Two miles south of Liverpool on the picturesque banks of the River Mersey is the village of Hale. There is a grave in the local cemetery, which invariably attracts the attention of tourists. An inscription is carved on a huge tombstone: “Here lies John Middleton, Child of Hale, height nine feet three inches.”
A giant who lived in the village from time immemorial is buried here. A huge portrait of a giant, painted in oil, hangs in the Speck Hall estate. This is a modern copy of a lifetime portrait.
Old-timers say that the river spirit Durandul, the patron saint of these places, often appears on the grave. His body is covered with scales, his head is fishy, and there are webs between his fingers and toes. He comes to the grave once a month, on a full moon. These days it rains over the cemetery even in clear weather with absolutely clear skies.
According to legend, John Middleton was born in 1578 in a peasant family. He was an ordinary guy in everything except one thing: already at the age of 16, his height was 2 meters 82 centimeters. When John was sleeping, his legs stuck out of the window of his parents’ small house. Due to his gigantic stature, the peasant’s son was introduced to the local landowner Gilbert Ireland and served as his squire.
Legend has it that John Ross did not gradually, like all people, but at once became a giant. One day, a young man walking along the banks of the Mersey River saw a huge figure of a man painted on the sand, lay down on the image and did not notice how he fell asleep. And when I woke up, it turned out that he had become as big as the painted giant.
Locals believe that ‘it was the river spirit Durandul who made John a giant in order to serve him and carry out his errands. One day, Durandul told John to dig a hole ten meters deep. When the hero coped with the work, the river spirit filled the pit with water and let the goldfish go there. So a lake was formed, which is called the Durandula Mug. There are still a lot of fish in it.
In the near Moscow region there is a short section of the highway, which drivers call the devil’s asphalt, or the road of death. Accidents, including fatal ones, happen more than enough on these one and a half kilometers. That’s because in bright sunlight and on moonlit nights, supernatural disturbances appear here in the form of quite material or ghostly pedestrians, first giving signs to stop, then rushing under the wheels.
Especially annoying is an old woman in a brown coat and a white shawl, the first mention of a terrible meeting with which dates back to 1899. Killed horses and a cart loaded with salt, landed in a drainage channel, the head of the charioteers Sidor Gorelikov justified himself in writing to the owner, merchant Semyon Rogatkin: “There was no wind on the way. It was freezing hard. The sledge went easily and clung tightly to the roll. I expected to turn around by the evening. He would certainly have turned around if it hadn’t been for an old woman in dark cloth clothes, in a warm scarf, but barefoot. I, who was riding first, did not have time to marvel, as the horses reared up. The cart tipped over. Who is the old lady who caused trouble and losses, I do not know. I know that the cart ran over her and would definitely kill her. I can vouch, and other artel noticed that the old lady got off the road unharmed and went into the woods. I can swear, having witnesses, that there were traces of blood on the rolling, sledge runners, immediately after it was over, evaporated.”
A hundred years have passed. A barefoot old woman in a brown coat and a white shawl does not intend to leave the now well-maintained highway. Almost every day it appears out of nowhere, scaring not only those who are driving. Svetlana Rogacheva , a Muscovite who loves hiking and bought a house nearby , says:
– – I met an old woman, even in summer dressed up in winter, always barefoot, walking along the road, twice. I am a professional artist, which implies an ideal visual memory. But I could not remember the face of this person, because it was always different. Then the face disappeared, and an oval through hole was formed under the handkerchief, through which ghostly women – young and old – could be seen floating above the ground. At first, I had tantrums. I calmed down when I realized that meetings with ghosts are not dangerous. Living near ghosts is easy and simple. They are shadows, akin to those that cast objects in sunny weather.
Svetlana Rogacheva tried to comprehend and finally comprehended the art of peaceful coexistence with mysterious and not at all harmless legions of spirits. For people who are psychologically unprepared, these contacts with “aliens from the other world” sometimes end in tragedies. The number of tragedies in the areola of the so-called Lytkarinsky anomalous zone — where the cemetery of the X-XI centuries was imprudently cut literally through the bones of the “dear death” is multiplying. Over the past forty years, it has exceeded hundreds. The magi were hardly mistaken when they claimed that disturbed bones always mercilessly take the lives of the abused – young, strong, beautiful.
Maritime trade has generally ceased to pay off. The risk of losing goods at sea has become unimaginably great.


## Task brief
If a line in the data below contains "Projected", copy it.

## Supplied material

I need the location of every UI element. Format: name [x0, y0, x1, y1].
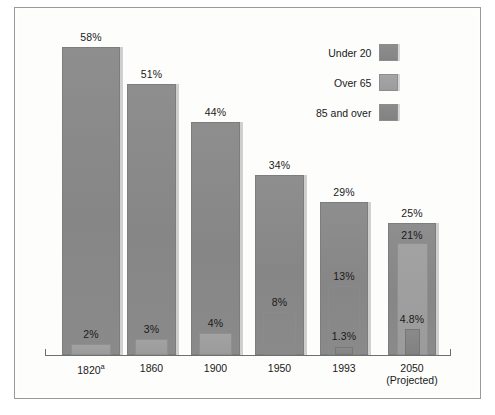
value-label-over85-1993: 1.3%	[320, 330, 368, 342]
x-tick-label-1820-text: 1820	[77, 364, 100, 376]
value-label-under20-1993: 29%	[320, 186, 368, 198]
value-label-over65-1820: 2%	[62, 328, 120, 340]
value-label-over65-2050: 21%	[388, 229, 436, 241]
x-tick-label-1820: 1820a	[62, 362, 120, 376]
bar-over85-1993[interactable]	[335, 347, 353, 355]
value-label-over65-1993: 13%	[320, 270, 368, 282]
value-label-under20-1900: 44%	[191, 106, 240, 118]
x-tick-label-1900: 1900	[191, 362, 240, 374]
chart-screenshot: 58% 2% 51% 3% 44% 4% 34% 8%	[0, 0, 495, 415]
x-axis-tick-right	[450, 349, 451, 355]
x-tick-label-1900-text: 1900	[204, 362, 227, 374]
bar-over65-1820[interactable]	[71, 344, 111, 355]
legend-label-over85: 85 and over	[316, 107, 371, 119]
x-tick-label-1993: 1993	[320, 362, 368, 374]
x-axis-line	[45, 355, 451, 356]
value-label-over65-1860: 3%	[127, 323, 176, 335]
bar-over65-1993[interactable]	[328, 286, 360, 355]
value-label-over85-2050: 4.8%	[388, 313, 436, 325]
bar-over85-2050[interactable]	[405, 329, 420, 355]
x-tick-label-2050: 2050 (Projected)	[378, 362, 446, 386]
legend-swatch-under20-icon	[379, 44, 398, 61]
bar-over65-1950[interactable]	[263, 312, 296, 355]
value-label-under20-2050: 25%	[388, 207, 436, 219]
x-tick-label-1993-text: 1993	[332, 362, 355, 374]
legend-item-over65[interactable]: Over 65	[316, 74, 398, 91]
x-tick-label-1860: 1860	[127, 362, 176, 374]
x-tick-label-1950-text: 1950	[268, 362, 291, 374]
x-tick-label-2050-text: 2050	[400, 362, 423, 374]
legend-label-under20: Under 20	[328, 47, 371, 59]
legend-label-over65: Over 65	[334, 77, 371, 89]
legend-swatch-over85-icon	[379, 104, 398, 121]
value-label-under20-1950: 34%	[255, 159, 304, 171]
x-tick-label-1950: 1950	[255, 362, 304, 374]
plot-area: 58% 2% 51% 3% 44% 4% 34% 8%	[0, 0, 495, 415]
value-label-under20-1860: 51%	[127, 68, 176, 80]
x-tick-footnote-1820: a	[101, 362, 105, 371]
bar-under20-1860[interactable]	[127, 84, 176, 355]
chart-legend: Under 20 Over 65 85 and over	[316, 44, 398, 134]
bar-under20-1820[interactable]	[62, 47, 120, 355]
bar-over65-1900[interactable]	[199, 333, 232, 355]
x-tick-sublabel-2050: (Projected)	[378, 374, 446, 386]
legend-item-under20[interactable]: Under 20	[316, 44, 398, 61]
value-label-over65-1900: 4%	[191, 317, 240, 329]
legend-item-over85[interactable]: 85 and over	[316, 104, 398, 121]
bar-over65-1860[interactable]	[135, 339, 168, 355]
x-tick-label-1860-text: 1860	[140, 362, 163, 374]
value-label-under20-1820: 58%	[62, 31, 120, 43]
x-axis-tick-left	[45, 349, 46, 355]
legend-swatch-over65-icon	[379, 74, 398, 91]
value-label-over65-1950: 8%	[255, 296, 304, 308]
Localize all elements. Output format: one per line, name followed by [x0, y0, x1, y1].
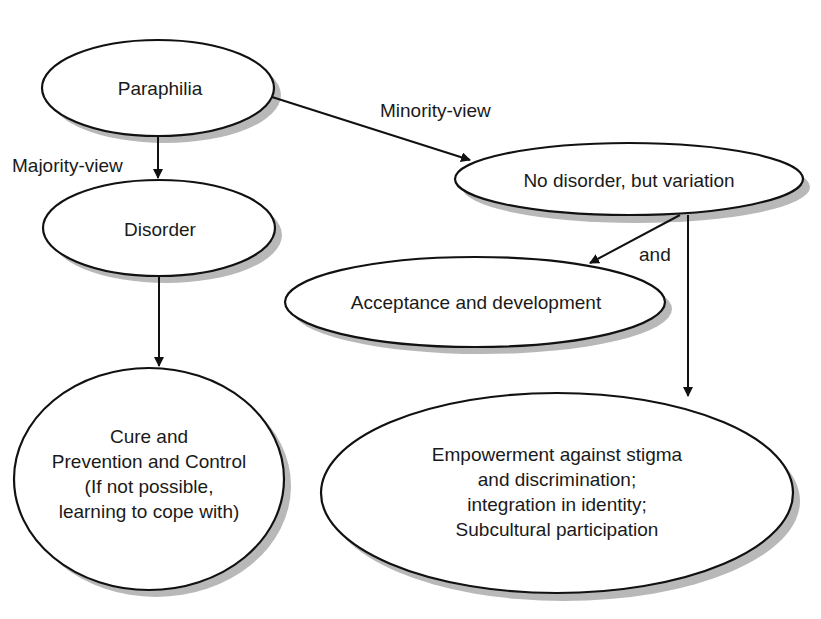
empowerment-line-4: Subcultural participation: [432, 517, 682, 542]
edge-label-minority-view: Minority-view: [380, 101, 491, 120]
edge-label-and: and: [639, 245, 671, 264]
node-acceptance-text: Acceptance and development: [351, 290, 601, 315]
cure-line-3: (If not possible,: [52, 474, 246, 499]
cure-line-1: Cure and: [52, 424, 246, 449]
edge-label-majority-view: Majority-view: [12, 156, 123, 175]
node-no-disorder-text: No disorder, but variation: [523, 168, 734, 193]
node-paraphilia-text: Paraphilia: [118, 76, 203, 101]
empowerment-line-3: integration in identity;: [432, 492, 682, 517]
empowerment-line-2: and discrimination;: [432, 467, 682, 492]
node-cure-text: Cure and Prevention and Control (If not …: [52, 424, 246, 524]
cure-line-2: Prevention and Control: [52, 449, 246, 474]
cure-line-4: learning to cope with): [52, 499, 246, 524]
node-disorder-text: Disorder: [124, 217, 196, 242]
empowerment-line-1: Empowerment against stigma: [432, 442, 682, 467]
node-empowerment-text: Empowerment against stigma and discrimin…: [432, 442, 682, 542]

## Answer below
x-tick-label-2050: 2050 (Projected)	[378, 362, 446, 386]
x-tick-sublabel-2050: (Projected)	[378, 374, 446, 386]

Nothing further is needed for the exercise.